It doesn’t have to be this way: COVID-19 is now a vaccine-preventable disease
Throughout the COVID-19 pandemic, our country and its citizens have arrived at numerous metaphorical forks in the road, only to often take the wrong one. It seems that we are at yet another fork — and have again gotten lost in the wrong direction. But there is time to turn the car around and straighten this out. The only question is, will we do it? And if so, when?
In medicine, we talk about certain conditions as “vaccine-preventable diseases.” These are, as the term implies, illnesses and diseases that can be prevented by the acceptance of an available, effective immunization against the referenced condition. When the first COVID-19 vaccines became available in December 2020 and were quickly available widely and free to the American public, it became a vaccine-preventable illness.
Sadly, it was also at that point when millions of people made the decision not to receive the vaccine. Some for reasons of deep-seated, historical mistrust in the medical system, but many others because of intentional misinformation spread by dishonest media sources, politicians and on social media platforms, with some overlapping into both categories. Sadly, this decision will likely cost lives. And this is where we are in America at this point in the pandemic, the current fork that we just passed is quickly fading into our rearview mirror. In a predictable turn of events, this has now become the pandemic of the unvaccinated.
Consider our home state of Tennessee, a state of almost 7 million people where 1 in 542 citizens have died from COVID-19. With only 38 percent of the state fully vaccinated, the Tennessee Department of Health abruptly stopped vaccine outreach efforts after it became a political hot button for some legislators. This disappointing turn of events came at a time when many children are behind on their routine childhood immunizations due to the collateral effects of the pandemic. Keep in mind children are returning to camps, sports and in a short time school — and only 19 percent of those 16 to 20 years of age are fully immunized against COVID-19. We simply cannot afford to allow public health to be politicized. Too many lives have been lost and we have many more that we need to and can protect through public health outreach and efforts.
As COVID-19 cases, hospitalizations and deaths begin to rise once again in our country, with cases among children rising as well, the Delta variant is taking hold, more transmissible and perhaps more deadly than before. There continues to be an avalanche of misinformation on the vaccine.
Those who are currently being hospitalized and dying from COVID-19 are unvaccinated in almost 99 percent of cases. Yet, the misinformation, high rates of unvaccinated people and the new variants threaten the health of all of us. When we talk about those who are unvaccinated, in addition to those who remain skeptical, we also must consider children, low-income communities, communities of color, rural areas and others. While vaccine information may seem to be primarily targeted to people of certain political demographics, it often reaches, or even targets, Black, Latino and Native American communities. Perhaps this is an additional motive for many of these operatives, to target communities who are already vaccine hesitant due to years of distrust in the medical system and who are suffering higher rates of illness and death from COVID-19.
It is time for our country to not only turn the wheel and get vaccinated in large numbers, but it’s also time for us to reexamine the entire system. The World Health Organization has named vaccine hesitancy as one of the top 10 global health threats. We must rely on the evidence, the science and public health experts to guide us through the vast amounts of information, guidelines and ongoing research through the pandemic and for all public health issues. The COVID-19 vaccines are safe and effective. They perform very well against severe disease and death, even against the variants. We must condemn and stop sources of misinformation, relying instead on the healthcare providers and experts in their fields, like pediatricians who deal with vaccines and provide education and guidance on these topics as part of our daily work. We encourage all who are eligible, including children and adolescents ages 12 years and older, to be vaccinated for COVID-19 and for parents to ensure that their child’s routine immunizations are up to date also. The last thing we need now is an outbreak of another vaccine-preventable illness.
It doesn’t have to be this way in our country. There is still time to get the COVID-19 vaccine, to turn around and head down the right path, so that we can no longer talk about a pandemic of the vaccinated or unvaccinated and put this era in our rearview mirror. Otherwise, buckle up for a continued bumpy ride.
Jason Yaun, MD, FAAP, is a general pediatrician in Memphis, where he serves as Vice-President of the Tennessee Chapter of the American Academy of Pediatrics. Follow him on Twitter: @JasonYaunMD
Anna Morad, MD, FAAP, is a general pediatrician in Nashville, where she serves as president of the Tennessee Chapter of the American Academy of Pediatrics.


▸ TASK GOAL
Could you copy out every line of the data where the word "will" occurs?

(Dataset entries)
▽

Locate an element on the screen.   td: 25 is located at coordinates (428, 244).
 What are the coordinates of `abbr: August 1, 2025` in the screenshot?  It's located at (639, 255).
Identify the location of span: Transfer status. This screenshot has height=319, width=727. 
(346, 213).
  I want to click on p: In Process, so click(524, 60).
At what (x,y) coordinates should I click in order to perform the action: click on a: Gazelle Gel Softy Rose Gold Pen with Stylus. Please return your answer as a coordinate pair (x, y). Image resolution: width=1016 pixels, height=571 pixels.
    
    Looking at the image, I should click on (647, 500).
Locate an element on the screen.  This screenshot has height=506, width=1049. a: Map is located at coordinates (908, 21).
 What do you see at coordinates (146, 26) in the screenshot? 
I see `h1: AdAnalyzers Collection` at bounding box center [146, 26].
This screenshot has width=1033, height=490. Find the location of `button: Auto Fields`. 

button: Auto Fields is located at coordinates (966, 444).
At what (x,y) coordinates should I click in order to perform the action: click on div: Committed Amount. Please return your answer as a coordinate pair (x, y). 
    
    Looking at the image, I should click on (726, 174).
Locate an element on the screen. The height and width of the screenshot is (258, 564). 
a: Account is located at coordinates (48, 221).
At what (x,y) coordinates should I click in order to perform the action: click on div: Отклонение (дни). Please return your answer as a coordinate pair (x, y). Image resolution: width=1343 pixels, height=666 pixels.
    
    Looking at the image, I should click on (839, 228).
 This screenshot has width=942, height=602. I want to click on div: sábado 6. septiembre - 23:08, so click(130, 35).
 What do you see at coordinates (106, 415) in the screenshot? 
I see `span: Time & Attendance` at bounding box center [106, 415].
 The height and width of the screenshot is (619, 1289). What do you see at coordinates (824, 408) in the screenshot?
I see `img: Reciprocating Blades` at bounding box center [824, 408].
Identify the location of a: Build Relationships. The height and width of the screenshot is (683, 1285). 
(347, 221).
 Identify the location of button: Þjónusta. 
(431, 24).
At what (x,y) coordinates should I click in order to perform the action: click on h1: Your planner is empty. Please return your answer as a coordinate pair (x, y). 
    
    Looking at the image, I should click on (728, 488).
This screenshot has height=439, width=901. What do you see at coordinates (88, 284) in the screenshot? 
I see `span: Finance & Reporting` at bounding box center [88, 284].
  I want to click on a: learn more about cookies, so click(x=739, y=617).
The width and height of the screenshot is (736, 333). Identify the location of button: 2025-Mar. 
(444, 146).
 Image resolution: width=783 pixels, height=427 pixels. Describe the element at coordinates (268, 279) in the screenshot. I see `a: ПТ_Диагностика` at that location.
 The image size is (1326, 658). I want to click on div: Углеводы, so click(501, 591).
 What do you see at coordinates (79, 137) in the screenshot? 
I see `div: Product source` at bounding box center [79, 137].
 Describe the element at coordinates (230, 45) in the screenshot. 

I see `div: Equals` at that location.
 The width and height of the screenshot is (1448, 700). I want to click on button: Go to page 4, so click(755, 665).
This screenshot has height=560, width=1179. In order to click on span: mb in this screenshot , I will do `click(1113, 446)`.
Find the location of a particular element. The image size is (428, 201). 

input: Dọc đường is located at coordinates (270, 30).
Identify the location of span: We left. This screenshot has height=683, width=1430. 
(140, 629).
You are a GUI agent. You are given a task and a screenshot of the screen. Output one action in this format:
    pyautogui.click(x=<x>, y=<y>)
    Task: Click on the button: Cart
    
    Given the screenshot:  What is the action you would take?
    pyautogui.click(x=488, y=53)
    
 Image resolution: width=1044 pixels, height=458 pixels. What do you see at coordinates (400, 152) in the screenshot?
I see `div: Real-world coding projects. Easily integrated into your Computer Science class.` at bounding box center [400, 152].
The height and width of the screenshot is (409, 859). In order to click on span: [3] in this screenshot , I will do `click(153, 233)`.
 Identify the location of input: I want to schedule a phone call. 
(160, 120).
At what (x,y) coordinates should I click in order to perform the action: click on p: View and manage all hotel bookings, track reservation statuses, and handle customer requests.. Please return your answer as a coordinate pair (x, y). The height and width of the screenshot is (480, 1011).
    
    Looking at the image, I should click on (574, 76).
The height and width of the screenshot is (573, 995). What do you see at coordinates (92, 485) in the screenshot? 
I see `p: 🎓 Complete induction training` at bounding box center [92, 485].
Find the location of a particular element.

△

▸ TASK RESULT
This screenshot has height=560, width=1179. In order to click on span: mb in this screenshot , I will do `click(1113, 446)`.
The height and width of the screenshot is (409, 859). In order to click on span: [3] in this screenshot , I will do `click(153, 233)`.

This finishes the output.